Saturday, May 14, 2011

What do Medicare, the Housing Bubble and the Chinese High Speed Rail have in Common?

Megan McArdle, writing about the Chinese high speed rail and its parallel to the 2008 U.S. housing bubble-and-crash had this to say:

Prices are really useful. But in whole large sectors of the Chinese economy, particularly the banking sector, the government sets those prices. This means huge information loss, and the concomitant possibility that there is a vast misallocation of resources.


Don't those things happen in markets? Hell yes: witness the housing bubble. On the other hand, witness East Germany. To get a really catastrophic misallocation of resources, it seems to take a government; corporations can only screw things up on an artisinal scale. For that matter, it's worth noting that our government has spent the last seven decades trying to keep the price of housing low, and that much of that intervention, such as the creation of mortgage securitization, ultimately significantly contributed to the crisis.


It's worth remembering that at the time they were built, all those useless houses looked like prosperity.


The same argument can be made for the current mess we are in with health care prices. With the government as the single largest payer for medical care in the U.S., the administratively-set prices for Medicare and Medicaid wreak havoc with supply, demand and resource allocation.

Also -it's worth remembering that at the time they are consumed, all those unfunded Medicare benefits look like a wonderful health care program--until you pay attention to the effect they have on rising health care costs and government insolvency.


▶ [Problem] For the material that follows, state the number of lines where "Performance" occurs, and add nothing.

▶ [Records for this task]
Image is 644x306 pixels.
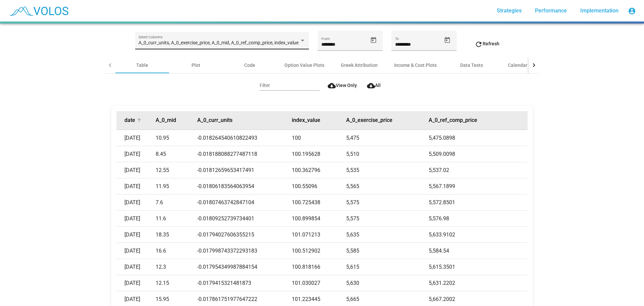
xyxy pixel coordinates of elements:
button: Change sorting for A_0_exercise_price [346,117,393,124]
td: -0.017998743372293183 [197,243,292,259]
button: Change sorting for index_value [292,117,320,124]
td: 101.071213 [292,227,346,243]
td: [DATE] [117,130,156,146]
button: Open calendar [441,34,453,46]
td: 5,535 [346,162,429,179]
div: Plot [191,62,200,68]
button: Refresh [469,38,505,50]
a: Strategies [492,5,527,17]
td: -0.01794027606355215 [197,227,292,243]
span: Refresh [475,41,500,47]
td: 11.6 [156,210,197,227]
td: -0.0179415321481873 [197,275,292,291]
button: Change sorting for A_0_mid [156,117,176,124]
span: Performance [535,8,567,14]
td: 5,585 [346,243,429,259]
td: -0.01809252739734401 [197,210,292,227]
div: Code [244,62,255,68]
td: 100.725438 [292,195,346,210]
button: View Only [323,80,359,91]
td: 5,615.3501 [429,259,528,275]
td: [DATE] [117,259,156,275]
mat-icon: account_circle [628,7,636,15]
td: 16.6 [156,243,197,259]
td: 101.030027 [292,275,346,291]
td: 5,575 [346,210,429,227]
td: 5,565 [346,179,429,195]
button: Open calendar [368,34,380,46]
span: Strategies [497,8,522,14]
td: [DATE] [117,162,156,179]
img: blue_transparent.png [5,2,72,19]
td: 5,635 [346,227,429,243]
div: Calendar Events [508,62,543,68]
div: Option Value Plots [284,62,324,68]
td: 12.55 [156,162,197,179]
td: 5,567.1899 [429,179,528,195]
td: [DATE] [117,195,156,210]
td: [DATE] [117,210,156,227]
td: 100.899854 [292,210,346,227]
td: [DATE] [117,146,156,162]
button: Change sorting for A_0_ref_comp_price [429,117,477,124]
button: Change sorting for A_0_curr_units [197,117,233,124]
td: [DATE] [117,179,156,195]
span: A_0_curr_units, A_0_exercise_price, A_0_mid, A_0_ref_comp_price, index_value [138,40,298,45]
td: -0.01806183564063954 [197,179,292,195]
td: 5,475.0898 [429,130,528,146]
a: Performance [530,5,573,17]
td: 5,510 [346,146,429,162]
td: 100.362796 [292,162,346,179]
td: 10.95 [156,130,197,146]
button: Change sorting for date [124,117,135,124]
td: 18.35 [156,227,197,243]
td: 5,576.98 [429,210,528,227]
td: 100.55096 [292,179,346,195]
td: 5,575 [346,195,429,210]
mat-icon: cloud_download [328,82,336,90]
td: -0.01812659653417491 [197,162,292,179]
td: -0.018264540610822493 [197,130,292,146]
div: Greek Attribution [341,62,378,68]
td: 5,509.0098 [429,146,528,162]
span: Implementation [580,8,619,14]
td: 5,633.9102 [429,227,528,243]
td: 12.3 [156,259,197,275]
td: 5,615 [346,259,429,275]
mat-icon: cloud_download [367,82,375,90]
td: -0.017954349987884154 [197,259,292,275]
div: Income & Cost Plots [394,62,437,68]
td: [DATE] [117,243,156,259]
td: 5,584.54 [429,243,528,259]
td: 12.15 [156,275,197,291]
span: View Only [328,83,357,88]
div: Data Tests [460,62,483,68]
td: 100.818166 [292,259,346,275]
mat-icon: refresh [475,40,483,48]
td: 100.512902 [292,243,346,259]
button: All [362,80,384,91]
td: 11.95 [156,179,197,195]
td: 8.45 [156,146,197,162]
td: [DATE] [117,275,156,291]
td: 5,537.02 [429,162,528,179]
td: [DATE] [117,227,156,243]
td: -0.01807463742847104 [197,195,292,210]
td: 100 [292,130,346,146]
div: Table [136,62,148,68]
td: 5,630 [346,275,429,291]
a: Implementation [575,5,624,17]
td: 5,631.2202 [429,275,528,291]
td: 5,572.8501 [429,195,528,210]
td: 5,475 [346,130,429,146]
td: -0.018188088277487118 [197,146,292,162]
td: 100.195628 [292,146,346,162]
td: 7.6 [156,195,197,210]
span: All [367,83,381,88]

▶ [Result of the task] 2